I dont know what it is but when I watch a movie with Clive Owen in it, I dont see the character he is supposed to play but always Clive Owen. Same shit is happening with Brat Pitt, George Clooney and loads of other mofos. I guess Id wanna see some new faces in major films, but I guess that's quite impossible to ask for since actors with big names very often make the movie (attract the cinema goers). Still, it sucks. It's like that thing with Ross, no matter how hard David Schwimmer tries, you just always see Ross. Which is kinda weird because it doesnt support my previously expressed concern. I dont know, Im just a bit sick of shit movies with shit actors who always look and act the same. Boring crap, thats what I call that.
That's because Clive Owen is a terrible actor.
Brad Pitt is a decent but very limited actor. He was great in things like "Thelma and Louise", where he's basically playing a good-looking bloke. "Seven" was waaaay beyond his abilities, and I didn't even watch Troy because the notion of him playing Achilles was just ridiculous.
Clooney, on the other hand, is an excellent actor, but I know what you mean, for some reason he's always Clooney.
I think there are three types of film actor - Chameleons, Stars and Vessels.
Chameleons are character actors. They actually act, in the sense of impersonate different people. They may not have the range to play
any part, but they can play many. Actors like Tim Robbins, Dustin Hoffman, John Tarturro, Robert Downey Junior, fit into this mould.
Stars are always basically themselves. The films work around their basic character. You go and see a John Wayne film for John Wayne, not some amazing new creation played by John Wayne. Same with Marlon Brando, Clint Eastwood, Jack Nicholson. It doesn't make you less of an actor - there's never been a better actor than Marlon Brando - it just means there's something about your personality and physicality that's inescapable.
There are less of these guys than there used to be - what's happened to the great heroic actors? I think Harrison Ford is one of these: even though on the surface Han Solo is a very different character from the ones in "Witness" or "The Fugitive" or "Presumed Innocent" (all of which are quite similar), there's a certain Harrison Fordness about all of them. Same goes for Russell Crowe, despite the fact that he thinks he's a great character actor, and (in his limited way) Arnie.
Vessels are actors like Tom Cruise. They have a kind of emptiness, into which the role of the hero can be poured. It's always Tom Cruise there, but you have no real conception of who Tom Cruise is in the way you do with Clint Eastwood. He doesn't embody any particular values, he's mainly constituted by his physical image and the (usually heroic) role of the character. The exception is "Rain Man", where Cruise puts in a genuinely excellent and particular, rather than typical, performance. Maybe that character is quite like who he really is?
Maybe Clooney's problem is that he should be a Star, but because he's a very good actor and has some political integrity, he wants to be a Chameleon. But whoever he's playing, he's always Clooney.
Clive Owen's got a similar problem, compounded by the fact that he's fecking shit.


Task item :: Repeat the data word for word. Do not include the pictures.

=== Given information ===

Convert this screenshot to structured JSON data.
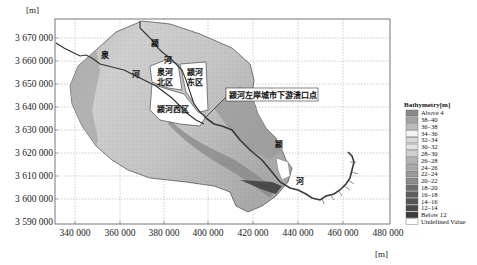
{
  "chart_data": {
    "type": "map",
    "title": "",
    "xlabel": "[m]",
    "ylabel": "[m]",
    "x_ticks": [
      "340 000",
      "360 000",
      "380 000",
      "400 000",
      "420 000",
      "440 000",
      "460 000",
      "480 000"
    ],
    "y_ticks": [
      "3 670 000",
      "3 660 000",
      "3 650 000",
      "3 640 000",
      "3 630 000",
      "3 620 000",
      "3 610 000",
      "3 600 000",
      "3 590 000"
    ],
    "xlim": [
      335000,
      480000
    ],
    "ylim": [
      3590000,
      3678000
    ],
    "grid": true,
    "legend": {
      "title": "Bathymetry[m]",
      "position": "right",
      "entries": [
        {
          "label": "Above 4",
          "color": "#8a8a8a"
        },
        {
          "label": "38–40",
          "color": "#a4a4a4"
        },
        {
          "label": "36–38",
          "color": "#bcbcbc"
        },
        {
          "label": "34–36",
          "color": "#f4f4f4"
        },
        {
          "label": "32–34",
          "color": "#d6d6d6"
        },
        {
          "label": "30–32",
          "color": "#e2e2e2"
        },
        {
          "label": "28–30",
          "color": "#cfcfcf"
        },
        {
          "label": "26–28",
          "color": "#b4b4b4"
        },
        {
          "label": "24–26",
          "color": "#a8a8a8"
        },
        {
          "label": "22–24",
          "color": "#9a9a9a"
        },
        {
          "label": "20–22",
          "color": "#8c8c8c"
        },
        {
          "label": "18–20",
          "color": "#6e6e6e"
        },
        {
          "label": "16–18",
          "color": "#5e5e5e"
        },
        {
          "label": "14–16",
          "color": "#545454"
        },
        {
          "label": "12–14",
          "color": "#4a4a4a"
        },
        {
          "label": "Below 12",
          "color": "#3c3c3c"
        },
        {
          "label": "Undefined Value",
          "color": "#ffffff"
        }
      ]
    },
    "annotations": [
      {
        "text": "颍河左岸城市下游溃口点",
        "type": "callout"
      },
      {
        "text": "泉河北区",
        "type": "region"
      },
      {
        "text": "颍河东区",
        "type": "region"
      },
      {
        "text": "颍河西区",
        "type": "region"
      }
    ],
    "river_labels": [
      "泉",
      "河",
      "颍",
      "河",
      "颍",
      "河"
    ]
  },
  "axis": {
    "y_unit": "[m]",
    "x_unit": "[m]"
  },
  "labels": {
    "quan": "泉",
    "he": "河",
    "ying": "颍",
    "region_quanhe_north_1": "泉河",
    "region_quanhe_north_2": "北区",
    "region_yinghe_east_1": "颍河",
    "region_yinghe_east_2": "东区",
    "region_yinghe_west": "颍河西区",
    "callout": "颍河左岸城市下游溃口点"
  }
}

===

Output for this exercise ::
Convert this screenshot to structured JSON data.
{
  "chart_data": {
    "type": "map",
    "title": "",
    "xlabel": "[m]",
    "ylabel": "[m]",
    "x_ticks": [
      "340 000",
      "360 000",
      "380 000",
      "400 000",
      "420 000",
      "440 000",
      "460 000",
      "480 000"
    ],
    "y_ticks": [
      "3 670 000",
      "3 660 000",
      "3 650 000",
      "3 640 000",
      "3 630 000",
      "3 620 000",
      "3 610 000",
      "3 600 000",
      "3 590 000"
    ],
    "xlim": [
      335000,
      480000
    ],
    "ylim": [
      3590000,
      3678000
    ],
    "grid": true,
    "legend": {
      "title": "Bathymetry[m]",
      "position": "right",
      "entries": [
        {
          "label": "Above 4",
          "color": "#8a8a8a"
        },
        {
          "label": "38–40",
          "color": "#a4a4a4"
        },
        {
          "label": "36–38",
          "color": "#bcbcbc"
        },
        {
          "label": "34–36",
          "color": "#f4f4f4"
        },
        {
          "label": "32–34",
          "color": "#d6d6d6"
        },
        {
          "label": "30–32",
          "color": "#e2e2e2"
        },
        {
          "label": "28–30",
          "color": "#cfcfcf"
        },
        {
          "label": "26–28",
          "color": "#b4b4b4"
        },
        {
          "label": "24–26",
          "color": "#a8a8a8"
        },
        {
          "label": "22–24",
          "color": "#9a9a9a"
        },
        {
          "label": "20–22",
          "color": "#8c8c8c"
        },
        {
          "label": "18–20",
          "color": "#6e6e6e"
        },
        {
          "label": "16–18",
          "color": "#5e5e5e"
        },
        {
          "label": "14–16",
          "color": "#545454"
        },
        {
          "label": "12–14",
          "color": "#4a4a4a"
        },
        {
          "label": "Below 12",
          "color": "#3c3c3c"
        },
        {
          "label": "Undefined Value",
          "color": "#ffffff"
        }
      ]
    },
    "annotations": [
      {
        "text": "颍河左岸城市下游溃口点",
        "type": "callout"
      },
      {
        "text": "泉河北区",
        "type": "region"
      },
      {
        "text": "颍河东区",
        "type": "region"
      },
      {
        "text": "颍河西区",
        "type": "region"
      }
    ],
    "river_labels": [
      "泉",
      "河",
      "颍",
      "河",
      "颍",
      "河"
    ]
  },
  "axis": {
    "y_unit": "[m]",
    "x_unit": "[m]"
  },
  "labels": {
    "quan": "泉",
    "he": "河",
    "ying": "颍",
    "region_quanhe_north_1": "泉河",
    "region_quanhe_north_2": "北区",
    "region_yinghe_east_1": "颍河",
    "region_yinghe_east_2": "东区",
    "region_yinghe_west": "颍河西区",
    "callout": "颍河左岸城市下游溃口点"
  }
}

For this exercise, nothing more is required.